(Bloomberg) — Creditors to First Brands Group are tallying paper losses in the billions of dollars and trying to assess the widening damage from the unanswered questions swirling around the auto-parts supplier.

Investors watched in horror, some of them staying up all night, as the value of First Brands’ $6 billion debt pile fell roughly in half in the space of a few days. That drop was triggered by concerns about the company’s use of off-balance sheet financing tied to its future revenues, according to people with knowledge of the matter.

Some lenders, worried about the lack of communication from First Brands, which sells parts like windshield wipers, water pumps and filters, decided to sell the loans and cut their losses in recent days, some of the people said.

Advisers are holding talks into the weekend to assess the company’s needs, while investors are taking steps to organize in the event of a restructuring, according to people with knowledge of the matter.

First Brands did not respond to a request for comment. 

The problems hit at a time when credit investors are already facing sudden, unexpected losses from a number of large borrowers including Saks, New Fortress Energy, and, most recently, subprime auto lender Tricolor Holdings, which declared bankruptcy last week amid allegations of fraud. 

Along with the broader fears of credit market disruption, the situation with First Brands plays into longstanding concern among investors about the opaque arrangements that companies rely on to borrow against future cash flows, creating debt that often remains off their balance sheets.

Supply-chain financing was at the center of the collapse of Greensill Capital and contributed to the demise of Credit Suisse Group AG and its takeover by UBS Group AG. 

The decline of First Brands has already been precipitous enough that Apollo Global Management Inc. and Diameter Capital Partners have closed out the short bets they had made against First Brands, Bloomberg previously reported. 

A $2 billion loan that First Brands is due to pay back in 2027 plummeted to under 50 cents on the dollar on Friday, according to broker notes seen by Bloomberg. That’s down from over 90 cents just over a week ago, a spectacular fall in such a short time. The company’s riskier, junior loans, fell below 20 cents. 

First Brands is owned by Patrick James, a businessman with a limited public profile. The company has grown through debt-funded acquisitions of products that are sold through mainstream retailers like Walmart and O’Reilly Auto Parts, according to Moody’s. It mostly borrowed in the leveraged loan market.   

First Brands has been under close scrutiny since the beginning of August, when it paused a proposed refinancing of its debt. Investors asked the company to obtain a so-called quality of earnings report, which involves a third-party reviewing the accounts, Bloomberg reported. Moody’s Ratings described the company’s moves as credit negative. 

Jefferies Financial Group Inc. was arranging the refinancing that got paused. More recently, the bank has told investors that it has had trouble getting information from First Brands, people familiar said. Jefferies declined to comment. 

Many of the concerns swirling around the company are tied to its use of a financing practice known as factoring that allowed it to get paid up front, by a third party, for money that it is expecting from customers. Some 70% of the company’s revenues were channeled through factoring, people familiar with the company’s finances said. 

Factoring can create balance sheet problems when the funds received up front come in the form of debt that has to be paid back, or when it’s used by a company to delay paying its own suppliers.  

“The company has around $6 billion in debt financing, and that, in addition to the off-balance-sheet factoring and supply chain financing, is a sizeable amount of debt for a company of its size,” Stephen Brown, a senior director at Fitch Ratings, said on Friday. Fitch rates First Brands at B , four steps into junk territory.

“It’s a solid business with a diversified customer base, so the question marks now are around the refinancing challenges and that very large sum of debt coming due all at once in 2027,” Brown added.

A number of the largest creditors to the company, which include collateralized loan obligation managers, have hired advisers and signed non-disclosure agreements, according to separate people with knowledge of the discussions. 

Distressed investors are examining the company and its businesses to get a sense of what value may remain once claims are sorted and the noise fades, the people said. 

–With assistance from Olivia Fishlow, Aaron Weinman, Rachel Graf and Eliza Ronalds-Hannon.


Please work out how many lines include the word "savings" in the entries, and reply with only the count.

[Dataset entries on figures]
§ §

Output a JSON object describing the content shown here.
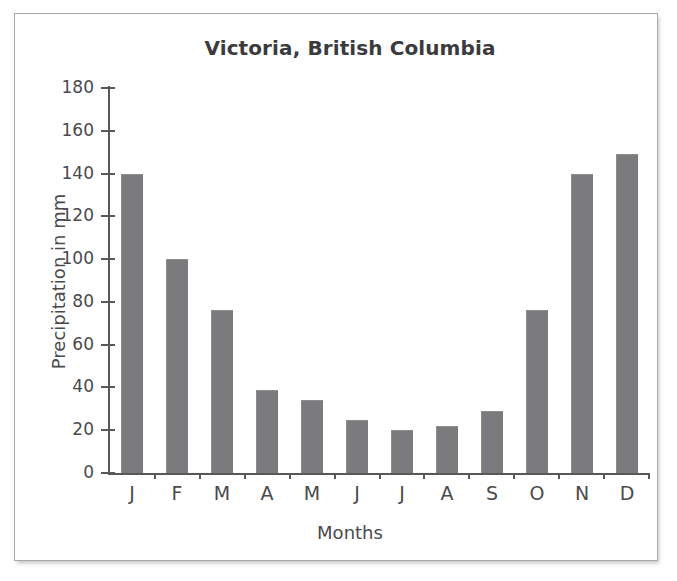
{
  "chart_data": {
    "type": "bar",
    "title": "Victoria, British Columbia",
    "xlabel": "Months",
    "ylabel": "Precipitation in mm",
    "categories": [
      "J",
      "F",
      "M",
      "A",
      "M",
      "J",
      "J",
      "A",
      "S",
      "O",
      "N",
      "D"
    ],
    "category_full_names": [
      "January",
      "February",
      "March",
      "April",
      "May",
      "June",
      "July",
      "August",
      "September",
      "October",
      "November",
      "December"
    ],
    "values": [
      140,
      100,
      76,
      39,
      34,
      25,
      20,
      22,
      29,
      76,
      140,
      149
    ],
    "unit": "mm",
    "ylim": [
      0,
      180
    ],
    "ytick_step": 20,
    "ytick_labels": [
      "180",
      "160",
      "140",
      "120",
      "100",
      "80",
      "60",
      "40",
      "20",
      "0"
    ],
    "ytick_values": [
      180,
      160,
      140,
      120,
      100,
      80,
      60,
      40,
      20,
      0
    ],
    "grid": false,
    "legend": false,
    "legend_position": "none",
    "bar_color": "#7b7b7d",
    "axis_color": "#58585a",
    "text_color": "#4a4a4c",
    "title_color": "#3b3b3d",
    "background": "#ffffff",
    "frame_color": "#a9a9ab"
  }
}
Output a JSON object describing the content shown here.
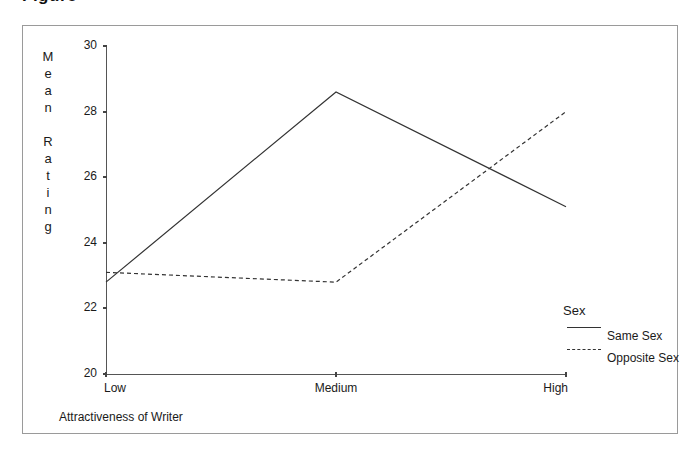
{
  "caption_stub": "Figure",
  "chart_data": {
    "type": "line",
    "title": "",
    "xlabel": "Attractiveness of Writer",
    "ylabel": "Mean Rating",
    "ylabel_stacked": "M\ne\na\nn\n\nR\na\nt\ni\nn\ng",
    "categories": [
      "Low",
      "Medium",
      "High"
    ],
    "ylim": [
      20,
      30
    ],
    "yticks": [
      30,
      28,
      26,
      24,
      22,
      20
    ],
    "ytick_labels": [
      "30",
      "28",
      "26",
      "24",
      "22",
      "20"
    ],
    "grid": false,
    "legend_position": "right",
    "legend_title": "Sex",
    "series": [
      {
        "name": "Same Sex",
        "style": "solid",
        "color": "#333333",
        "values": [
          22.8,
          28.6,
          25.1
        ]
      },
      {
        "name": "Opposite Sex",
        "style": "dashed",
        "color": "#333333",
        "values": [
          23.1,
          22.8,
          28.0
        ]
      }
    ]
  }
}
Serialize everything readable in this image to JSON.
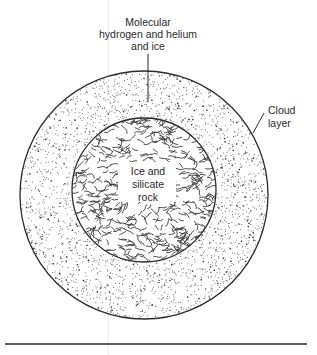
{
  "diagram": {
    "layers": [
      {
        "id": "core",
        "label_lines": [
          "Ice and",
          "silicate",
          "rock"
        ],
        "texture": "vermiculate"
      },
      {
        "id": "envelope",
        "label_lines": [
          "Molecular",
          "hydrogen and helium",
          "and ice"
        ],
        "texture": "stipple"
      },
      {
        "id": "cloud",
        "label_lines": [
          "Cloud",
          "layer"
        ],
        "texture": "boundary"
      }
    ],
    "colors": {
      "ink": "#2a2a2a",
      "paper": "#ffffff",
      "stipple": "#555555"
    }
  }
}
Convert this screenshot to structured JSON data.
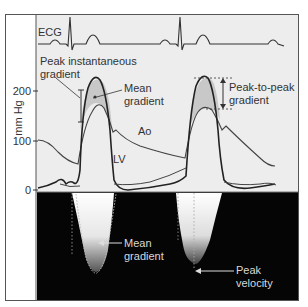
{
  "figure": {
    "ecg_label": "ECG",
    "y_axis": {
      "label": "mm Hg",
      "ticks": [
        "200",
        "100",
        "0"
      ]
    },
    "curve_labels": {
      "aorta": "Ao",
      "left_ventricle": "LV"
    },
    "annotations": {
      "peak_instantaneous_line1": "Peak instantaneous",
      "peak_instantaneous_line2": "gradient",
      "mean_gradient_top_line1": "Mean",
      "mean_gradient_top_line2": "gradient",
      "peak_to_peak_line1": "Peak-to-peak",
      "peak_to_peak_line2": "gradient",
      "mean_gradient_doppler_line1": "Mean",
      "mean_gradient_doppler_line2": "gradient",
      "peak_velocity_line1": "Peak",
      "peak_velocity_line2": "velocity"
    },
    "colors": {
      "panel_background": "#ededed",
      "doppler_background": "#050505",
      "shaded_gradient": "#c8c8c8",
      "line": "#333333",
      "frame": "#555555"
    }
  }
}
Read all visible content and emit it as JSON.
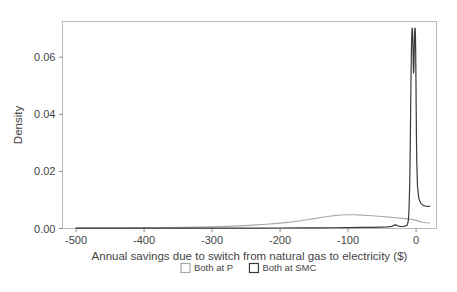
{
  "chart_data": {
    "type": "line",
    "title": "",
    "xlabel": "Annual savings due to switch from natural gas to electricity ($)",
    "ylabel": "Density",
    "xlim": [
      -520,
      30
    ],
    "ylim": [
      0,
      0.0725
    ],
    "xticks": [
      -500,
      -400,
      -300,
      -200,
      -100,
      0
    ],
    "xtick_labels": [
      "-500",
      "-400",
      "-300",
      "-200",
      "-100",
      "0"
    ],
    "yticks": [
      0.0,
      0.02,
      0.04,
      0.06
    ],
    "ytick_labels": [
      "0.00",
      "0.02",
      "0.04",
      "0.06"
    ],
    "grid": false,
    "legend_position": "bottom",
    "series": [
      {
        "name": "Both at P",
        "color": "#a8a8a8",
        "marker_style": "square-outline",
        "x": [
          -500,
          -480,
          -460,
          -440,
          -420,
          -400,
          -380,
          -360,
          -340,
          -320,
          -300,
          -280,
          -260,
          -240,
          -220,
          -200,
          -185,
          -170,
          -160,
          -150,
          -140,
          -130,
          -120,
          -110,
          -100,
          -90,
          -80,
          -70,
          -60,
          -50,
          -40,
          -30,
          -20,
          -10,
          -5,
          0,
          5,
          10,
          15,
          20
        ],
        "y": [
          0.00012,
          0.00014,
          0.00016,
          0.00018,
          0.00021,
          0.00024,
          0.00028,
          0.00033,
          0.00039,
          0.00047,
          0.00058,
          0.00073,
          0.00093,
          0.00118,
          0.0015,
          0.0019,
          0.00225,
          0.0027,
          0.00305,
          0.00345,
          0.00385,
          0.0042,
          0.0045,
          0.00472,
          0.00482,
          0.0048,
          0.0047,
          0.00455,
          0.00437,
          0.00418,
          0.00398,
          0.00378,
          0.00355,
          0.0033,
          0.0031,
          0.00285,
          0.0025,
          0.00218,
          0.002,
          0.00195
        ]
      },
      {
        "name": "Both at SMC",
        "color": "#3a3a3a",
        "marker_style": "square-outline",
        "x": [
          -500,
          -470,
          -440,
          -410,
          -380,
          -350,
          -320,
          -290,
          -260,
          -230,
          -200,
          -170,
          -140,
          -120,
          -100,
          -80,
          -65,
          -50,
          -42,
          -36,
          -33,
          -31,
          -29,
          -27,
          -24,
          -21,
          -19,
          -17,
          -15,
          -13,
          -11.5,
          -10.5,
          -9.5,
          -8.8,
          -8.2,
          -7.6,
          -7.0,
          -6.4,
          -5.8,
          -5.2,
          -4.6,
          -4.2,
          -3.8,
          -3.4,
          -3.0,
          -2.6,
          -2.2,
          -1.8,
          -1.4,
          -1.0,
          -0.6,
          -0.2,
          0.2,
          0.6,
          1.0,
          2.0,
          4.0,
          7.0,
          11.0,
          15.0,
          18.0,
          20.0
        ],
        "y": [
          0.0001,
          0.0001,
          0.00011,
          0.00011,
          0.00012,
          0.00012,
          0.00013,
          0.00014,
          0.00015,
          0.00016,
          0.00018,
          0.0002,
          0.00023,
          0.00026,
          0.0003,
          0.00036,
          0.00042,
          0.0005,
          0.00058,
          0.00075,
          0.00105,
          0.00128,
          0.0012,
          0.00095,
          0.00075,
          0.0007,
          0.00072,
          0.00078,
          0.0009,
          0.00125,
          0.0026,
          0.006,
          0.0145,
          0.025,
          0.037,
          0.05,
          0.061,
          0.0675,
          0.0702,
          0.0695,
          0.064,
          0.058,
          0.0545,
          0.055,
          0.059,
          0.064,
          0.068,
          0.0701,
          0.0702,
          0.068,
          0.062,
          0.052,
          0.04,
          0.03,
          0.023,
          0.015,
          0.0105,
          0.0088,
          0.008,
          0.0078,
          0.00775,
          0.0077
        ]
      }
    ]
  },
  "legend": {
    "items": [
      {
        "label": "Both at P",
        "color": "#a8a8a8"
      },
      {
        "label": "Both at SMC",
        "color": "#3a3a3a"
      }
    ]
  },
  "axes": {
    "y_title": "Density",
    "x_title": "Annual savings due to switch from natural gas to electricity ($)"
  }
}
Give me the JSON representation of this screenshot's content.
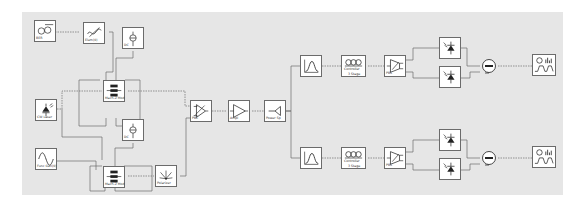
{
  "diagram": {
    "type": "optical-system-layout",
    "background": "#e6e6e6",
    "blocks": {
      "prbs": {
        "label": "BER",
        "icon": "prbs-generator-icon"
      },
      "ws": {
        "label": "Elem(0)",
        "icon": "wavelength-selector-icon"
      },
      "dc_top": {
        "label": "DC",
        "icon": "dc-source-icon"
      },
      "cw_laser": {
        "label": "CW Laser",
        "icon": "laser-icon"
      },
      "mzm_top": {
        "label": "Mach-Z Mod",
        "icon": "mzm-modulator-icon"
      },
      "dc_bottom": {
        "label": "DC",
        "icon": "dc-source-icon"
      },
      "func_gen": {
        "label": "Func Gen(0)",
        "icon": "sine-generator-icon"
      },
      "mzm_bottom": {
        "label": "Mach-Z Mod",
        "icon": "mzm-modulator-icon"
      },
      "polarizer": {
        "label": "Polarizer",
        "icon": "polarizer-icon"
      },
      "pbc": {
        "label": "PBC",
        "icon": "polarization-combiner-icon"
      },
      "edfa": {
        "label": "Ampl",
        "icon": "amplifier-icon"
      },
      "splitter": {
        "label": "Power Sp",
        "icon": "power-splitter-icon"
      },
      "filter_top": {
        "label": "",
        "icon": "optical-filter-icon"
      },
      "ctrl_top": {
        "label": "Controller",
        "sublabel": "3 Stage",
        "icon": "polarization-controller-icon"
      },
      "pbs_top": {
        "label": "PBS",
        "icon": "polarization-splitter-icon"
      },
      "pd_top_a": {
        "label": "",
        "icon": "photodiode-icon"
      },
      "pd_top_b": {
        "label": "",
        "icon": "photodiode-icon"
      },
      "sub_top": {
        "label": "",
        "icon": "subtractor-icon"
      },
      "analyzer_top": {
        "label": "",
        "icon": "signal-analyzer-icon"
      },
      "filter_bot": {
        "label": "",
        "icon": "optical-filter-icon"
      },
      "ctrl_bot": {
        "label": "Controller",
        "sublabel": "3 Stage",
        "icon": "polarization-controller-icon"
      },
      "pbs_bot": {
        "label": "PBS",
        "icon": "polarization-splitter-icon"
      },
      "pd_bot_a": {
        "label": "",
        "icon": "photodiode-icon"
      },
      "pd_bot_b": {
        "label": "",
        "icon": "photodiode-icon"
      },
      "sub_bot": {
        "label": "",
        "icon": "subtractor-icon"
      },
      "analyzer_bot": {
        "label": "",
        "icon": "signal-analyzer-icon"
      }
    }
  }
}
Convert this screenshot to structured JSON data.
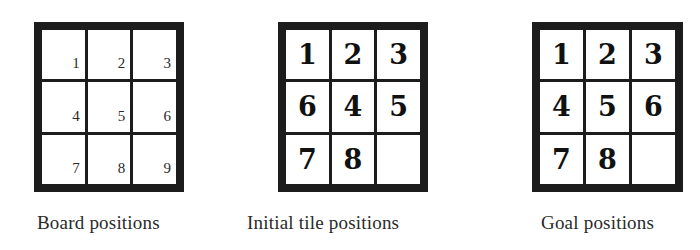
{
  "figure": {
    "boards": [
      {
        "id": "board-positions",
        "caption": "Board positions",
        "style": "position-index",
        "cells": [
          "1",
          "2",
          "3",
          "4",
          "5",
          "6",
          "7",
          "8",
          "9"
        ]
      },
      {
        "id": "initial-tile-positions",
        "caption": "Initial tile positions",
        "style": "tile",
        "cells": [
          "1",
          "2",
          "3",
          "6",
          "4",
          "5",
          "7",
          "8",
          ""
        ]
      },
      {
        "id": "goal-positions",
        "caption": "Goal positions",
        "style": "tile",
        "cells": [
          "1",
          "2",
          "3",
          "4",
          "5",
          "6",
          "7",
          "8",
          ""
        ]
      }
    ],
    "colors": {
      "grid": "#1c1c1c",
      "cell_background": "#ffffff",
      "text": "#1a1a1a"
    }
  }
}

§ §

Reply
2